Program
Program overview and lecture material.
On each day, Monday to Friday, there will be a morning as well as an afternoon session, each scheduled for three and a half hours with a coffee break in between. We plan to typically have two lectures in the morning and two in the afternoon. However, two morning sessions (on Wednesday and Friday) are completely dedicated to the group projects that will also be supervised by lectures. The project sessions will explore how the values of Digital Humanism can guide the conception of socio-technical systems, particular in terms of participation and democracy. The focus is on understanding conflicting goals that such systems face, drawing on multiple perspectives, and using an interdisciplinary approach to account for political, and social values (fairness, etc) and concerns. Internationally renowned and leading academics from computer science, social sciences, law and humanities present and discuss important recent topics and themes, including:
Foundational issues: Foundational and philosophical issues of digital technologies and AI.
Democratic governance of AI and social media: Regulation, multistakeholder governance, collective control of systems and platforms, policy-making, technical implementation of values and constraints.
Civil society organizing in the digital age: Political communication, organizing of protest movements, the digital public sphere.
AI for democratic innovation: Algorithms for participatory democracy (incl. AI supported deliberation, participatory budgeting, citizen assemblies and sortition…)
Digital sovereignty: Privacy and security aspects, infrastructure and cloud services, data sovereignty.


Brief ▸
From the line containing "Decode this image" through the last line of the data, both ends included, write out every line exactly; omit the pictures.

### Entries provided

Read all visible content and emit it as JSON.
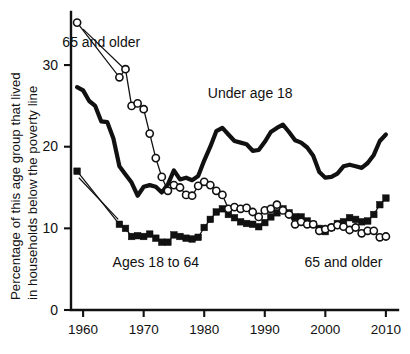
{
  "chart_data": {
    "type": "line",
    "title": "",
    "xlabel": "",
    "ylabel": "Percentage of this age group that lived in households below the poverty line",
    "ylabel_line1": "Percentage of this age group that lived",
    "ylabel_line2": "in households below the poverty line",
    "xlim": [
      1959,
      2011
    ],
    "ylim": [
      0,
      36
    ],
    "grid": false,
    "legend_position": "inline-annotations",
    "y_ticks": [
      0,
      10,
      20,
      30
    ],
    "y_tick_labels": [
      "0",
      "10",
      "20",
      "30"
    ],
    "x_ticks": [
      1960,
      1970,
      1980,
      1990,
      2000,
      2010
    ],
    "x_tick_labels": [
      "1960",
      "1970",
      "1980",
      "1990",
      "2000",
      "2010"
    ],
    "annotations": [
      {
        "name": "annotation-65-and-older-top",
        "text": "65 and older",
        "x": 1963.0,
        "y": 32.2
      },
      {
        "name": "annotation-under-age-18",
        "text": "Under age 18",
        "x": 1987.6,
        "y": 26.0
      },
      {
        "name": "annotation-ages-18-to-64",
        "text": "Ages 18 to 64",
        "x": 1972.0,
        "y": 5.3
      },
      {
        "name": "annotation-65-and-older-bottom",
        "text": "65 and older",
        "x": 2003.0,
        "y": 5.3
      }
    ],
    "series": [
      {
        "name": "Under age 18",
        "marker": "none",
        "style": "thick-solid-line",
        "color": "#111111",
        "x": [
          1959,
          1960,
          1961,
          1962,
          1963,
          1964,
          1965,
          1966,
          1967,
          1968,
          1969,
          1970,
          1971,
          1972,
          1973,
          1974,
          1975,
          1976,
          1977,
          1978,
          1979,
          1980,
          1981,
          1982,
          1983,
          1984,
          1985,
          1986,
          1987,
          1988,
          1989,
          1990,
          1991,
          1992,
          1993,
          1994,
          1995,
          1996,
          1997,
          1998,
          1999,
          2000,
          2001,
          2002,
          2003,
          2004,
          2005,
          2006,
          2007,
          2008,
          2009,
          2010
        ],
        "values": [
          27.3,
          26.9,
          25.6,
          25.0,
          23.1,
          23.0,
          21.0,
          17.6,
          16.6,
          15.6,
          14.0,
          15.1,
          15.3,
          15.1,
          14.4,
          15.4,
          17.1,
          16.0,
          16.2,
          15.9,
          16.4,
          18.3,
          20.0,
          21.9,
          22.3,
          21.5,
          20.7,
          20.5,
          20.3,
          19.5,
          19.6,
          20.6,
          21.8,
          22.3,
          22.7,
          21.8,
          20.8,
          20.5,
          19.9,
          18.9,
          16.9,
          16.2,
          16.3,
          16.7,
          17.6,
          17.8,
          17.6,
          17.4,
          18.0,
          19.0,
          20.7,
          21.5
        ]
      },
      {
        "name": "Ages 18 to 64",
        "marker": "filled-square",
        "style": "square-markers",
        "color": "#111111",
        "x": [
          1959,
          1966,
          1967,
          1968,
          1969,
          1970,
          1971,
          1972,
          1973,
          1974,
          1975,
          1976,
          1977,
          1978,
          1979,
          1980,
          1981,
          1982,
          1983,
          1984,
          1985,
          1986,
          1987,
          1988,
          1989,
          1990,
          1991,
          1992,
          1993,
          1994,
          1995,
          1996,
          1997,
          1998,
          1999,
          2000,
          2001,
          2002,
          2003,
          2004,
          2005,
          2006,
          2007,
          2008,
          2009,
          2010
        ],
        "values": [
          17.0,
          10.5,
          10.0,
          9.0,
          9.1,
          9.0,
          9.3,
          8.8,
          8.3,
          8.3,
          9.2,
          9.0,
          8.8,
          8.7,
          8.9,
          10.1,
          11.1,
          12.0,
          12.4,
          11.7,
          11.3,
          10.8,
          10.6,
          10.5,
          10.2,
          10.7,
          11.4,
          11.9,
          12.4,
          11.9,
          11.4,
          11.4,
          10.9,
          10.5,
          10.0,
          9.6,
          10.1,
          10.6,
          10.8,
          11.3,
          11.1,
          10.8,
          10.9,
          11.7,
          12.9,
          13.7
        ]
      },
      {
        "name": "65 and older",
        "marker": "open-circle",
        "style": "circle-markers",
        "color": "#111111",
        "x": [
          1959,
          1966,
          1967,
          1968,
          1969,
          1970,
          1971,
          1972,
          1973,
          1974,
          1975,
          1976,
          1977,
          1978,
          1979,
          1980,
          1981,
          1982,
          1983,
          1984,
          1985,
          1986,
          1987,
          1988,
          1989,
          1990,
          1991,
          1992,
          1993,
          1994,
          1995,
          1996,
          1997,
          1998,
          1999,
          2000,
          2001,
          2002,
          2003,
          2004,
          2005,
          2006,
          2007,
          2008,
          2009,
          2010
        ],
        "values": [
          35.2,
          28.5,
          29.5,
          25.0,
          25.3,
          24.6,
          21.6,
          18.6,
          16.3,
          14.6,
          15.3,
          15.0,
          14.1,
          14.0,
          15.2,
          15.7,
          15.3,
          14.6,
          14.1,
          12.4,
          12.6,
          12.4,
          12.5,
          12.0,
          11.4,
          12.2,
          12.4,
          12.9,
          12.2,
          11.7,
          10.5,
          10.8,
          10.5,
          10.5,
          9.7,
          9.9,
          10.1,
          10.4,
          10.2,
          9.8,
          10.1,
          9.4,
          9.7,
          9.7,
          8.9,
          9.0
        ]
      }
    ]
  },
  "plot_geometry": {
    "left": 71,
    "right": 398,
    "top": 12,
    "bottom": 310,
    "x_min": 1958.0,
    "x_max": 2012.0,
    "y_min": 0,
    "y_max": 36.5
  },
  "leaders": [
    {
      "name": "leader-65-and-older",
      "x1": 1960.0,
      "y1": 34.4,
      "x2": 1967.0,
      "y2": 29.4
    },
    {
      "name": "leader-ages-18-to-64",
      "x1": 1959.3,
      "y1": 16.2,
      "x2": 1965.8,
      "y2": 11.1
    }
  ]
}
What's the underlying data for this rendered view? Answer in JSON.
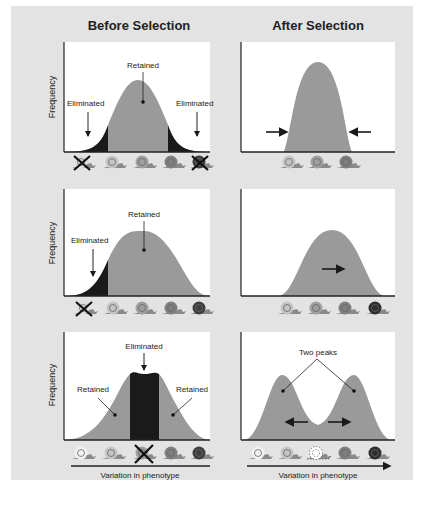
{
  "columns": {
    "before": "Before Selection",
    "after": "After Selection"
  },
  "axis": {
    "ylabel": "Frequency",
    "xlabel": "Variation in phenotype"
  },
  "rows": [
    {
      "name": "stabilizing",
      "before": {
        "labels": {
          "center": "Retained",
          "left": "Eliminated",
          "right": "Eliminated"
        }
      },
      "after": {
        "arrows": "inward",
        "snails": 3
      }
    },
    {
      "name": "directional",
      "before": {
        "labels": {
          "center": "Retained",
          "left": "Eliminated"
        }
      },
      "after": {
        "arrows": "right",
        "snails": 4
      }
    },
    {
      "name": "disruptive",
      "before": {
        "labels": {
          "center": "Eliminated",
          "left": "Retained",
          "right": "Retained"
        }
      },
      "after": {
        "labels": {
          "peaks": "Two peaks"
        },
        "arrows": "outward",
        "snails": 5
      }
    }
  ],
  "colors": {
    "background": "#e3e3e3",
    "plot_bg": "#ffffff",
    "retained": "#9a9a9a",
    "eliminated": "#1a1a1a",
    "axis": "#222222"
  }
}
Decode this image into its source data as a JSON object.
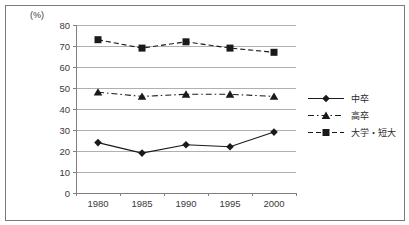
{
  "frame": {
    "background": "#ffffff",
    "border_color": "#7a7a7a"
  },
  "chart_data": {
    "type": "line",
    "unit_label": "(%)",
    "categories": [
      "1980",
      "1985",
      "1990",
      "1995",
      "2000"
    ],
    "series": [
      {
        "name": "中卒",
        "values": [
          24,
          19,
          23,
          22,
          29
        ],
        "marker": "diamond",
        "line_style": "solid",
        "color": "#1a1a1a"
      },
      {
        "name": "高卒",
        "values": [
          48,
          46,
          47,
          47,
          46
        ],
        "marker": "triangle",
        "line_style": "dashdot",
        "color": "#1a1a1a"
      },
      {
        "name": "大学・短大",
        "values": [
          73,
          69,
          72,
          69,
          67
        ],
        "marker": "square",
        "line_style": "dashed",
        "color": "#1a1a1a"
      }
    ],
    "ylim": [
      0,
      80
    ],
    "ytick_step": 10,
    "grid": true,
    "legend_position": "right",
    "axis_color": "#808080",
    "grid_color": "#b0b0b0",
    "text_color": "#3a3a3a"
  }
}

######

Exercise answer ▸
Decode this image into its source data as a JSON object.
{
  "frame": {
    "background": "#ffffff",
    "border_color": "#7a7a7a"
  },
  "chart_data": {
    "type": "line",
    "unit_label": "(%)",
    "categories": [
      "1980",
      "1985",
      "1990",
      "1995",
      "2000"
    ],
    "series": [
      {
        "name": "中卒",
        "values": [
          24,
          19,
          23,
          22,
          29
        ],
        "marker": "diamond",
        "line_style": "solid",
        "color": "#1a1a1a"
      },
      {
        "name": "高卒",
        "values": [
          48,
          46,
          47,
          47,
          46
        ],
        "marker": "triangle",
        "line_style": "dashdot",
        "color": "#1a1a1a"
      },
      {
        "name": "大学・短大",
        "values": [
          73,
          69,
          72,
          69,
          67
        ],
        "marker": "square",
        "line_style": "dashed",
        "color": "#1a1a1a"
      }
    ],
    "ylim": [
      0,
      80
    ],
    "ytick_step": 10,
    "grid": true,
    "legend_position": "right",
    "axis_color": "#808080",
    "grid_color": "#b0b0b0",
    "text_color": "#3a3a3a"
  }
}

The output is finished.